Eye For Film >> Movies >> If We Dead Awaken (2012) Film Review
If We Dead Awaken
Reviewed by: Andrew Robertson
There are other Londons - not just the fascist Disneyland of the Olympics or the alien-attracting by-ways of Attack The Block and Storage 24, but the immigrant Londons, the Chinatowns, the little Afghanistans. This is set in one of those parallel capitols, the London of Russians - not the new money and old crimes of Eastern Promises, but Litvenenko's London. These are the defectors of Droitwich, the Putins of Putney. "The wall came down and our spies became millionaires".
Part of Channel Four's Coming Up scheme, debut director Luke McManus and first-time writer James Phillips have crafted a post-Cold War confection, an affecting portrait of people and a place, both geographic and psychological.

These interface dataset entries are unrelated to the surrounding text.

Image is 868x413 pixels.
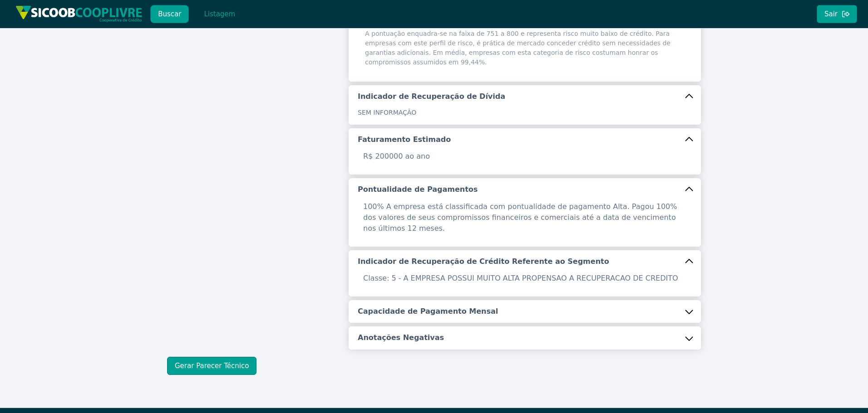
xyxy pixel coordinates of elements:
[358,273,692,284] p: Classe: 5 - A EMPRESA POSSUI MUITO ALTA PROPENSAO A RECUPERACAO DE CREDITO
[358,333,444,343] h5: Anotações Negativas
[167,357,256,375] button: Gerar Parecer Técnico
[358,135,451,145] h5: Faturamento Estimado
[358,201,692,234] p: 100% A empresa está classificada com pontualidade de pagamento Alta. Pagou 100% dos valores de se...
[348,86,701,108] button: Indicador de Recuperação de Dívida
[16,6,143,22] img: img/sicoob_cooplivre.png
[348,327,701,350] button: Anotações Negativas
[348,300,701,323] button: Capacidade de Pagamento Mensal
[348,178,701,201] button: Pontualidade de Pagamentos
[348,128,701,151] button: Faturamento Estimado
[817,5,857,23] button: Sair
[365,20,685,67] span: A pontuação enquadra-se na faixa de 751 a 800 e representa risco muito baixo de crédito. Para emp...
[358,91,505,101] h5: Indicador de Recuperação de Dívida
[358,151,692,162] p: R$ 200000 ao ano
[358,307,498,317] h5: Capacidade de Pagamento Mensal
[348,250,701,273] button: Indicador de Recuperação de Crédito Referente ao Segmento
[151,5,189,23] button: Buscar
[358,257,609,267] h5: Indicador de Recuperação de Crédito Referente ao Segmento
[196,5,243,23] button: Listagem
[358,185,478,195] h5: Pontualidade de Pagamentos
[358,109,416,116] span: SEM INFORMAÇÃO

Ingaborga Dapkunaite plays a former ballerina, context neatly given to us from newspaper clippings during an interview - she is 'The Beauty Who Came West'. Ingaborga manages a particular calm, savage at times too - there is an incredibly powerful moment when she gives a tour of her house, confronting a key figure from her past. He is the man who was assigned to guard her when the Bolshoi visited, who suffered after her defection. Branko Djuric plays him, recently seen in Angelina Jolie's In The Land Of Blood And Honey. He is seeking to publicise the crimes of his paymasters, to reconcile with her, all of it distorted by the post-Wall security apparatus, by the intimacies of the eavesdropper. As she explains, or rather refuses to explain, her complicated history to her daughter (Phoebe Fox) we start to discover that 'free' is not the same as 'safe', and the reverse.

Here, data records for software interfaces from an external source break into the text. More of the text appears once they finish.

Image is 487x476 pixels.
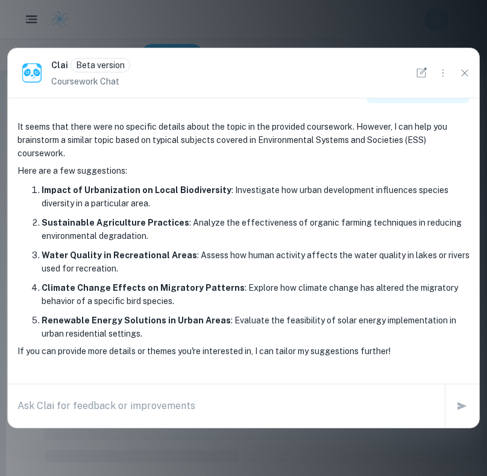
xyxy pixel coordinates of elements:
p: Here are a few suggestions: [17,164,470,177]
p: It seems that there were no specific details about the topic in the provided coursework. However,... [17,120,470,160]
strong: Water Quality in Recreational Areas [42,250,197,260]
strong: Sustainable Agriculture Practices [42,218,189,227]
button: Close [455,63,474,83]
p: : Analyze the effectiveness of organic farming techniques in reducing environmental degradation. [42,216,470,242]
div: Clai is an AI assistant and is still in beta. He might sometimes make mistakes. Feel free to cont... [71,58,130,72]
strong: Renewable Energy Solutions in Urban Areas [42,315,231,325]
p: : Explore how climate change has altered the migratory behavior of a specific bird species. [42,281,470,307]
p: : Assess how human activity affects the water quality in lakes or rivers used for recreation. [42,248,470,275]
img: clai.png [22,63,42,83]
p: Beta version [76,58,125,72]
strong: Impact of Urbanization on Local Biodiversity [42,185,231,195]
p: : Investigate how urban development influences species diversity in a particular area. [42,183,470,210]
button: New Chat [412,63,431,83]
p: If you can provide more details or themes you're interested in, I can tailor my suggestions further! [17,344,470,357]
button: Options [433,63,453,83]
strong: Climate Change Effects on Migratory Patterns [42,283,245,292]
p: : Evaluate the feasibility of solar energy implementation in urban residential settings. [42,313,470,340]
h6: Clai [51,58,68,72]
p: Coursework Chat [51,75,130,88]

There are neat moments, scenes of recall and memory - the various implications of a film projector's rustling as an unseen figure dances. Dan Parry provides excellent music as always - in truth he's one of the unsung heroes of the scheme, ably providing scores for dystopian science fiction, harrowing homeless dramas, and a wide variety of distorted domesticities. Here he manages something fit for a thriller without spies, all personal paranoias layered on top of the callousness of states.
Coming Up casts grow stronger year on year, but this one works particularly well. This is a strong film, an indicator of the talent of both writer and director. Its bleakness is apposite to genre, that old conflict between ideology, idealism and vengeance. If We Dead Awaken is, as one would hope, haunting.